Tipping the Velvet, which tells the story of the passionate affair between Nancy Astley and Kitty Butler in Victorian London, will be adapted by playwright Laura Wade, who won praise for her play Posh which was recently made into a film. Lydnsey Turner, who worked with Wade on Posh, will direct.
This new adaptation of Waters’ 1998 novel has been in the works for four years, having been put on hold while the Lyric in west London underwent major refurbishment over the past two years.
The theatre’s artistic director, Sean Holmes, said the prize-winning author had been completely on board with the project. Wade worked closely with Waters on developing the script.
Speaking about the commission, Holmes said it was both the vividness of the world created by Waters in her novel and the themes it explores that had attracted him to the idea of transferring it to the stage.
“I knew Waters’ novels, loved her writing and I just thought that the subject and the aesthetic of Tipping the Velvet felt absolutely right for the Lyric,” he said. “What’s so brilliant about the novel is it is such an upfront, unapologetic celebration of sexuality that just happens to be between two women.
“Obviously it’s set at a time when that’s frowned upon but it’s also just really about the journey to love and sexual discovery and the massive, formative journey that applies to everyone, whatever your sexuality is, and yet you never see portrayed between gay women.”
While the novel was first adapted for television by the BBC in 2002 in a series starring Keeley Hawes and Anna Chancellor, Holmes said the work “somehow feels more surprising and more radical within the confines of theatre.

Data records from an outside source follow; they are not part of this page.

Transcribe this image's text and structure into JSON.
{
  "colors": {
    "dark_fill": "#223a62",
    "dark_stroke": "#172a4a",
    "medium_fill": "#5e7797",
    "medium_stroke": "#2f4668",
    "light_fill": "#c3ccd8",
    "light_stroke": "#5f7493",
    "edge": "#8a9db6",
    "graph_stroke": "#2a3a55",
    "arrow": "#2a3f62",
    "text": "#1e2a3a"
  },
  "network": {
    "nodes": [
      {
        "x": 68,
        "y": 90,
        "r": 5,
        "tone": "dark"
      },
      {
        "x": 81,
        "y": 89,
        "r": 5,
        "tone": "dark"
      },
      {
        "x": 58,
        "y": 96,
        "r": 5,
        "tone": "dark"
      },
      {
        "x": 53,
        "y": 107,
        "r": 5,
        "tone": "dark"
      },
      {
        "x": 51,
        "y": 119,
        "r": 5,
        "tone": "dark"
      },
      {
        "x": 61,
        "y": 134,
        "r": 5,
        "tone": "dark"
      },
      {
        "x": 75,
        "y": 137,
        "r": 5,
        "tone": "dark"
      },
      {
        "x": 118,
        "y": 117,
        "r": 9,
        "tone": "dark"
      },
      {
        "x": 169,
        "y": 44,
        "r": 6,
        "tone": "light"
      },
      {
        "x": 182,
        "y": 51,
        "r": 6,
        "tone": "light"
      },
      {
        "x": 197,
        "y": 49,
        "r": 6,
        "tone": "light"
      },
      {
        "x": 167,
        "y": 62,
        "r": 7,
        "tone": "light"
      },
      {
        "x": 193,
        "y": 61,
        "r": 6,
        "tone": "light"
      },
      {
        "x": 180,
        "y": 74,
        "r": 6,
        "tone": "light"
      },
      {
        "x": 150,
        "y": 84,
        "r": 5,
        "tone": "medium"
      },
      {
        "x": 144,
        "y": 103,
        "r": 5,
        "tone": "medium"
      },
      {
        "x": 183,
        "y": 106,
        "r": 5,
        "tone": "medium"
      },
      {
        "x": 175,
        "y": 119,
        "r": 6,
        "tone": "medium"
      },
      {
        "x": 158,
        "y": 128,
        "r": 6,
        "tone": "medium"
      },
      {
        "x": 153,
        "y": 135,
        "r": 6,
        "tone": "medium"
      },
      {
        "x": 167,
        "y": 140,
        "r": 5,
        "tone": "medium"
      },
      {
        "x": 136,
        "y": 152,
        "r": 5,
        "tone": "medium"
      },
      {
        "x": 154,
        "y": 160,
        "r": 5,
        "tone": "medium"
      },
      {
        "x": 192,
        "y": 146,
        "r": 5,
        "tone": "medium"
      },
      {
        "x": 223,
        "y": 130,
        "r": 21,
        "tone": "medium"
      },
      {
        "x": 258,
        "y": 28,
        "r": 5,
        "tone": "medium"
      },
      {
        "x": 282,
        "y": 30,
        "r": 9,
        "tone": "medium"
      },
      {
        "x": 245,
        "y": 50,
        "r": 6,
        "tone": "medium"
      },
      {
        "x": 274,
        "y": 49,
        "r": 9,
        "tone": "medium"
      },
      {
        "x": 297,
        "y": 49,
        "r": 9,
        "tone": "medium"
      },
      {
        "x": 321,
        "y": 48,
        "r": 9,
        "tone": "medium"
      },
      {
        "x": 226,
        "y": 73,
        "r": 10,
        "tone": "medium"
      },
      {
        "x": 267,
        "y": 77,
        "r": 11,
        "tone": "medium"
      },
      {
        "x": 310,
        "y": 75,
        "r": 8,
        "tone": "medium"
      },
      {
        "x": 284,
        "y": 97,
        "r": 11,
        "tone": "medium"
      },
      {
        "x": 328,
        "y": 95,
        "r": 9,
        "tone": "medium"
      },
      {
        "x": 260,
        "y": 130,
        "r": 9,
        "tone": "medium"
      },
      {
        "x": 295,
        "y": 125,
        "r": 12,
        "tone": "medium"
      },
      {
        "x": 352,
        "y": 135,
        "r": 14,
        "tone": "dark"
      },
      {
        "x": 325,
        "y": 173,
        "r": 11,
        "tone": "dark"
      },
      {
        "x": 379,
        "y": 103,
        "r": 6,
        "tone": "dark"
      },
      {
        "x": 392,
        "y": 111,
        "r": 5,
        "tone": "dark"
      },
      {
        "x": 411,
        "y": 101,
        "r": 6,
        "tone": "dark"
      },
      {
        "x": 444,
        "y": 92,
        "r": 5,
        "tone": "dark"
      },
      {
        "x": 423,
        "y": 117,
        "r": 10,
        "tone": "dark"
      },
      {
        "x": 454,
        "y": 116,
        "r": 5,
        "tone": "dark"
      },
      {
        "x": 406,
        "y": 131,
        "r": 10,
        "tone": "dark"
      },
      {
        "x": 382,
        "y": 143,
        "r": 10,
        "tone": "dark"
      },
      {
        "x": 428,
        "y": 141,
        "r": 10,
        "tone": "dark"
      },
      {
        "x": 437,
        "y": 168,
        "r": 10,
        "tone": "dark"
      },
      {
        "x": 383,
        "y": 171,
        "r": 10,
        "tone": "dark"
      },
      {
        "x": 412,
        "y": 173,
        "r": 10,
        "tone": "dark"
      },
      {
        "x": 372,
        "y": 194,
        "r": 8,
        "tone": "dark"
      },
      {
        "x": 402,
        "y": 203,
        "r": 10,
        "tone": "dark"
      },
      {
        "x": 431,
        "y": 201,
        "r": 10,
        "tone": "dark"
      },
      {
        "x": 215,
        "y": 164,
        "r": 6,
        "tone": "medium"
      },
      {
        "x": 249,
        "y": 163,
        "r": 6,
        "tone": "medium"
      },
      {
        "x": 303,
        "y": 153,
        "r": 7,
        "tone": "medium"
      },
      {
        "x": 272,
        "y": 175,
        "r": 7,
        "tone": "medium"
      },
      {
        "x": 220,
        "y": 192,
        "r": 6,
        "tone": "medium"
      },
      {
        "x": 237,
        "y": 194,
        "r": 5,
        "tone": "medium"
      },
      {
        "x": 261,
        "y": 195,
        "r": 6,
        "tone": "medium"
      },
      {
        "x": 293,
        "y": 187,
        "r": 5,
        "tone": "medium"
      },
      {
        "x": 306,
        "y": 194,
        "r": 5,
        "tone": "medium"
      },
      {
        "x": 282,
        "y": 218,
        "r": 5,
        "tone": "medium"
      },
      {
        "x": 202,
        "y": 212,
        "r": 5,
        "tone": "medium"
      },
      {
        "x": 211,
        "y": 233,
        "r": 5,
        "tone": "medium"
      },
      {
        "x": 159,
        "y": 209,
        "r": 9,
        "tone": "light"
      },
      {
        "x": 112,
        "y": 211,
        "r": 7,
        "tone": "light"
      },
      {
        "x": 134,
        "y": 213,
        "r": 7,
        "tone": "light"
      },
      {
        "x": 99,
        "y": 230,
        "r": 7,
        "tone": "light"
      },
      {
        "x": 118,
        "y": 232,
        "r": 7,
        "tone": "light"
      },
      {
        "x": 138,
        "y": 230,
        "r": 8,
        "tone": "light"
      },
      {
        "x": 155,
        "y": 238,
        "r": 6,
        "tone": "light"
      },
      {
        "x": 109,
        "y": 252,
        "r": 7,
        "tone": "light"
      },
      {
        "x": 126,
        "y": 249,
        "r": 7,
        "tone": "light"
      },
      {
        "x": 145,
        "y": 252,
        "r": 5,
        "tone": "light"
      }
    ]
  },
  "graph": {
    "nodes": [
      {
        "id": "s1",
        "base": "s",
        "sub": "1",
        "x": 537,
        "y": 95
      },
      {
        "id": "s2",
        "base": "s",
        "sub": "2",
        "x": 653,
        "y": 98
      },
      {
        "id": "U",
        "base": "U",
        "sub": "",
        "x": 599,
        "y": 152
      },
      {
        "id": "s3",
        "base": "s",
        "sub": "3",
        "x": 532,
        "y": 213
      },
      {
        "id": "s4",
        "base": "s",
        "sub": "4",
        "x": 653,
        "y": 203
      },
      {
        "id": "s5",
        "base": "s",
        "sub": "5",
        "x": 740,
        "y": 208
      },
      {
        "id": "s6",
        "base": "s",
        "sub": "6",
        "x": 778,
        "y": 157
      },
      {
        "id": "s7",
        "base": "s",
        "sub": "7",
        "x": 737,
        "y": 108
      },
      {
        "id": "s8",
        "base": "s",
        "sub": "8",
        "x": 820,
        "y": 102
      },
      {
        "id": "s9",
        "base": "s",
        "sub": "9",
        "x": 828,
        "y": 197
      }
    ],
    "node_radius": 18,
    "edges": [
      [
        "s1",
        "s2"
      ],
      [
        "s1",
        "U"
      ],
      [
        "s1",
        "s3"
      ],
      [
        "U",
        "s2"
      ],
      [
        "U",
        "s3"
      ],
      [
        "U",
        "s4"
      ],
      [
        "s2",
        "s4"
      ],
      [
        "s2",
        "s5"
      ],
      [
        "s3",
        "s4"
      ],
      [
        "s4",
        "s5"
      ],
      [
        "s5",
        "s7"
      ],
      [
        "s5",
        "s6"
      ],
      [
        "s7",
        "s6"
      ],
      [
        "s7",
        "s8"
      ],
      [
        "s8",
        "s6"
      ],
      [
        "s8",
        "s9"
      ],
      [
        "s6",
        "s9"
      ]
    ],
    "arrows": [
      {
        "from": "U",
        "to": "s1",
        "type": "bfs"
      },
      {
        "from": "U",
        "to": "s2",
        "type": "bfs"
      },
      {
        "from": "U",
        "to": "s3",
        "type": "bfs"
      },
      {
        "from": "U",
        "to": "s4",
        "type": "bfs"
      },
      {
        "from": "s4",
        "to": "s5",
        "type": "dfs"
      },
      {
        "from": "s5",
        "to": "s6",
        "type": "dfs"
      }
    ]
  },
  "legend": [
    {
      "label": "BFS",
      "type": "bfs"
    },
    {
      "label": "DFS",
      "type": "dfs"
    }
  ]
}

“It was actually only after I commissioned it that I suddenly realised how rare it is to stage such a story, particularly in a 556-seat populist theatre. People talk about Tipping the Velvet as a sexually explicit work, but is that only because it is a relationship between two women I wonder?”
Holmes described how Wade had taken advantage of the novel’s music hall backdrop in her adaptation, moving from “absolute fidelity” in her first draft to framing the whole piece “within the language of the music hall and performance”.
Expanding on this, he said: “It won’t be a musical, but because it is framed within the music hall language I think there will be song and performative numbers as part of the way of telling this story. Yes, it’s a challenge to take on, but a challenge in the right way, I think. It’s a really, big theatrical, populist but surprising show, and something that is very Lyric in its flavour.”
The commission comes as Waters’ sixth book, The Paying Guests, was shortlisted for the Bailey’s women’s prize for fiction.
Tipping the Velvet is part of the Lyric’s first season following a multimillion-pound capital development and the building of a new wing, which officially opens at the end of April. The first production to be staged at the renovated theatre will be a musical production of Bugsy Malone, which will run until August. Tipping the Velvet will open on 18 September.